This week’s cruise aboard the MV Catalyst was from Juneau to Petersburg, stopping at Wood Spit, North Dawes, Fords Terror, Sheldon Cove, West Brother, and Scenery Cove along the way.
We got underway on Sunday and it was just a little bumpy, so we pulled in to Snettisham bay for dinner, then continued on our way toward Endicott Arm. Night running is so fun – the boat sounds and feels different. No one was awake and luckily the wind calmed way down.
Bill and I were enjoying the beautiful night and remarking on every calm night running memory from working boat years – then almost at the same time we both realized that we were in iceberg country. We started staring at the radar and flashing the spotlight around; it seemed like they were all around us. Our depth perception was really screwy because we would spot one with the light and it would seem to be right on us, yet it would take a long time to reach us. It was nerve-wracking, but we made it through just fine.
We also overheard an amusing exchange on channel 16: one of those damn cruise ships hailed “the fishing vessel in Stevens Passage with the bright fishing lights: please extinguish while we pass.” A few minutes later, this groggy old fisherman’s voice came back really slow “Okay, so you’re drivin’ a whole city past me and you want me to put out my two 500-watt bulbs? Go [expletive] yourself.” Ha ha.
The next day, we changed our plan a little and went to North Dawes, which was great because we got to spend more time at the glacier. Then we took a short paddle, mostly for instructional purposes. Debby would only paddle every once in a while, and I held firm my orders to follow the pace of the front paddler, even if they don’t paddle. We just meandered around for a while, and it was really nice.
Our last stop before Petersburg was Scenery Cove, a very scenic cove near Baird Glacier. Every week, we anchor here and skiff to the tide flats below the glacier to hike up to the ice (and sometimes onto the ice). The tide flats and glacier make an amazing sight: it’s like a moonscape. The few trees that sprout and the rock piles left by the glacier get wiped out regularly by giant floods when ice dams break – or so I’ve been told. Well, after this week I am a firm believer of the ice dam theory.
On the way into a huge bay called Thomas Bay, the captain noticed the sea water temperature drop from 44˚ to 29˚. He figured that the gauge was busted and didn’t think much about it. At the same time, I was in the engine room checking gauges and watched the product gauge on the watermaker spike past the upper limit of our element’s capacity, so I turned down the pressure. I’m always adjusting the pressure so I don’t really think about it, and I always want to make more water with less pressure so I’m thinking this is just fine. These were just hints that something had changed.
So, we dropped the anchor, used the skiff to run everyone out for the glacier hike. The captain noticed more current than normal – another hint, but it still didn’t register as anything really unusual.
We have a carefully plotted course on the skiff’s GPS for getting into Baird Glacier, a course with little margin for deviation. The tide flats have many sandbars and big rocks and the drop-off point is about a mile up the fast moving right-side river. The skiff operator needs to run fairly quick to overcome the current and follow the GPS course exactly to make the landing.
This trip, we followed the procedure like usual – until we came to an awful halt on a sandbar. The guests all grabbed onto each other and the boat, and I really worried that we removed the lower end of our outboard motor (we didn’t).
Only then did all the hints add up: the cold water, the current, even the high product flow from the watermaker.
The captain and I exchanged a look that we have never had to use before. It was the “oh my god, is the outboard okay, are we the right spot, holy crap, would the chef be able to save us, can you believe something let go up on beard glacier, I knew something was different” look.
This is all we talked about while we were in Petersburg, and we learned that three-and-a-half days before we got there, there was a huge flood, which created a ten-foot standing wave as the contents of a lake formed somewhere up on Baird Glacier spilled out into Thomas bay. It was enough water to make the entire tidal seawater bay completely fresh and cold.
I wish I could have seen it when it let go, but I’m really glad I wasn’t there when it did.
Engineer’s Log
Here’s the numbers for trip #17:
hours underway: 39
hours on main: 40.8
hours on the generator: 34
hours on the water maker: 27
miles traveled: 208
gallons of fuel used: 211
gallons of water made: 810
gallons of gas used: 8
gallons of propane: 7
gallons of lube oil: 6
And here’s a fun recipe from the Catalyst’s galley:
Mini Pecan Pies
Base
1 1/2 stick butter
2 cup flour
1/2 cup brown sugar
1/2 tsp salt
Mix together and press into a 9″ x 13″ baking pan
Top
2 cups pecans
1 sticks butter
1 cup brown sugar
1/3 cup honey
2 tbsp cream
Mix together and spread over the base. Bake until bubbling, about 20 minutes; cool and cut into squares.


● TASK INSTRUCTIONS:
All pictures are to be dropped, and everything else in the data duplicated exactly.

● DATASET EXTRACT:
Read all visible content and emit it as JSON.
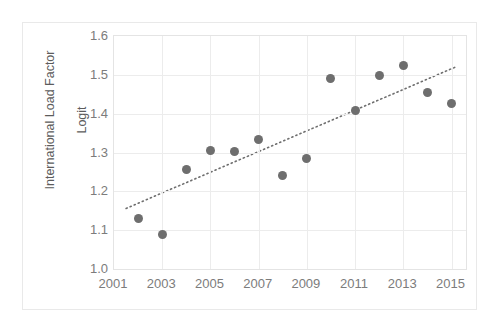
{
  "figure": {
    "cropped_title_fragment": "",
    "background_color": "#ffffff",
    "frame_color": "#e9e9e9"
  },
  "axes": {
    "y_title": "International Load Factor\nLogit",
    "y_title_line1": "International Load Factor",
    "y_title_line2": "Logit",
    "x_title": "",
    "marker_color": "#6e6e6e",
    "gridline_color": "#ececec",
    "tick_label_color": "#7c7c7c",
    "trendline_color": "#6e6e6e"
  },
  "chart_data": {
    "type": "scatter",
    "title": "",
    "xlabel": "",
    "ylabel": "International Load Factor Logit",
    "xlim": [
      2001,
      2015.6
    ],
    "ylim": [
      1.0,
      1.6
    ],
    "grid": true,
    "legend": "none",
    "x_ticks": [
      2001,
      2003,
      2005,
      2007,
      2009,
      2011,
      2013,
      2015
    ],
    "x_tick_labels": [
      "2001",
      "2003",
      "2005",
      "2007",
      "2009",
      "2011",
      "2013",
      "2015"
    ],
    "y_ticks": [
      1.0,
      1.1,
      1.2,
      1.3,
      1.4,
      1.5,
      1.6
    ],
    "y_tick_labels": [
      "1.0",
      "1.1",
      "1.2",
      "1.3",
      "1.4",
      "1.5",
      "1.6"
    ],
    "x": [
      2002,
      2003,
      2004,
      2005,
      2006,
      2007,
      2008,
      2009,
      2010,
      2011,
      2012,
      2013,
      2014,
      2015
    ],
    "values": [
      1.13,
      1.09,
      1.255,
      1.306,
      1.303,
      1.334,
      1.241,
      1.285,
      1.49,
      1.407,
      1.497,
      1.525,
      1.455,
      1.427
    ],
    "series": [
      {
        "name": "International Load Factor Logit",
        "points": [
          {
            "x": 2002,
            "y": 1.13
          },
          {
            "x": 2003,
            "y": 1.09
          },
          {
            "x": 2004,
            "y": 1.255
          },
          {
            "x": 2005,
            "y": 1.306
          },
          {
            "x": 2006,
            "y": 1.303
          },
          {
            "x": 2007,
            "y": 1.334
          },
          {
            "x": 2008,
            "y": 1.241
          },
          {
            "x": 2009,
            "y": 1.285
          },
          {
            "x": 2010,
            "y": 1.49
          },
          {
            "x": 2011,
            "y": 1.407
          },
          {
            "x": 2012,
            "y": 1.497
          },
          {
            "x": 2013,
            "y": 1.525
          },
          {
            "x": 2014,
            "y": 1.455
          },
          {
            "x": 2015,
            "y": 1.427
          }
        ]
      }
    ],
    "trendline": {
      "style": "dotted",
      "x_start": 2001.5,
      "y_start": 1.156,
      "x_end": 2015.2,
      "y_end": 1.521
    }
  }
}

● ANSWER SPACE:
Read all visible content and emit it as JSON.
{
  "figure": {
    "cropped_title_fragment": "",
    "background_color": "#ffffff",
    "frame_color": "#e9e9e9"
  },
  "axes": {
    "y_title": "International Load Factor\nLogit",
    "y_title_line1": "International Load Factor",
    "y_title_line2": "Logit",
    "x_title": "",
    "marker_color": "#6e6e6e",
    "gridline_color": "#ececec",
    "tick_label_color": "#7c7c7c",
    "trendline_color": "#6e6e6e"
  },
  "chart_data": {
    "type": "scatter",
    "title": "",
    "xlabel": "",
    "ylabel": "International Load Factor Logit",
    "xlim": [
      2001,
      2015.6
    ],
    "ylim": [
      1.0,
      1.6
    ],
    "grid": true,
    "legend": "none",
    "x_ticks": [
      2001,
      2003,
      2005,
      2007,
      2009,
      2011,
      2013,
      2015
    ],
    "x_tick_labels": [
      "2001",
      "2003",
      "2005",
      "2007",
      "2009",
      "2011",
      "2013",
      "2015"
    ],
    "y_ticks": [
      1.0,
      1.1,
      1.2,
      1.3,
      1.4,
      1.5,
      1.6
    ],
    "y_tick_labels": [
      "1.0",
      "1.1",
      "1.2",
      "1.3",
      "1.4",
      "1.5",
      "1.6"
    ],
    "x": [
      2002,
      2003,
      2004,
      2005,
      2006,
      2007,
      2008,
      2009,
      2010,
      2011,
      2012,
      2013,
      2014,
      2015
    ],
    "values": [
      1.13,
      1.09,
      1.255,
      1.306,
      1.303,
      1.334,
      1.241,
      1.285,
      1.49,
      1.407,
      1.497,
      1.525,
      1.455,
      1.427
    ],
    "series": [
      {
        "name": "International Load Factor Logit",
        "points": [
          {
            "x": 2002,
            "y": 1.13
          },
          {
            "x": 2003,
            "y": 1.09
          },
          {
            "x": 2004,
            "y": 1.255
          },
          {
            "x": 2005,
            "y": 1.306
          },
          {
            "x": 2006,
            "y": 1.303
          },
          {
            "x": 2007,
            "y": 1.334
          },
          {
            "x": 2008,
            "y": 1.241
          },
          {
            "x": 2009,
            "y": 1.285
          },
          {
            "x": 2010,
            "y": 1.49
          },
          {
            "x": 2011,
            "y": 1.407
          },
          {
            "x": 2012,
            "y": 1.497
          },
          {
            "x": 2013,
            "y": 1.525
          },
          {
            "x": 2014,
            "y": 1.455
          },
          {
            "x": 2015,
            "y": 1.427
          }
        ]
      }
    ],
    "trendline": {
      "style": "dotted",
      "x_start": 2001.5,
      "y_start": 1.156,
      "x_end": 2015.2,
      "y_end": 1.521
    }
  }
}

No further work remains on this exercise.